India has had its own "different" experiments with this dichotomy - traditionally in technical spheres. But the last grand experiment, where ostensibly the PM (as a technocrat) was in power and the symbol of power was outside (or was it vice-versa :) - the jury is still out on that experiment! And that sure did get a lot of aspiring Economists excited ...
How a generic discipline (finance) that is narrow and extractive ( managerialism /markets/ funds) suddenly transforms to competence in inclusivity, is the charm here.

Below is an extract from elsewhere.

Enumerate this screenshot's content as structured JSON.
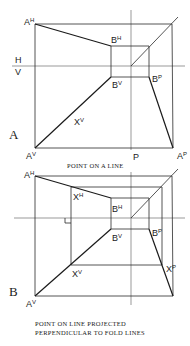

And, as a downside, it gives every mediocre middle-manager with an mba in the social sector (already suffused with corporate jargon) - with a few buzzwords, marketing slick (slicker than your average!) and extensive social media image-building - a possibility of a much larger aspiration!
"The Economist" goes to the core, about the choice of the Tories "The relief is also damning. Competence ought to be a given, not an ambition.". The flipside of democracy- that has always been a problem in India - competence is the least rewarded (And, no that's not a convenient excuse to offer when you are voted out !).
We wish Rishi Sunak well, as our cultural roots carry an emotional connect, and the possibility of unique leadership sensibilities that are influenced by cultural moorings. Rishi Sunak's win has been interpreted in many ways, and there will be more, but the legal-rational type of legitimacy - Max Weber's ideal-type of a legitimacy/authority symbol - has possibly met its perfect embodiment.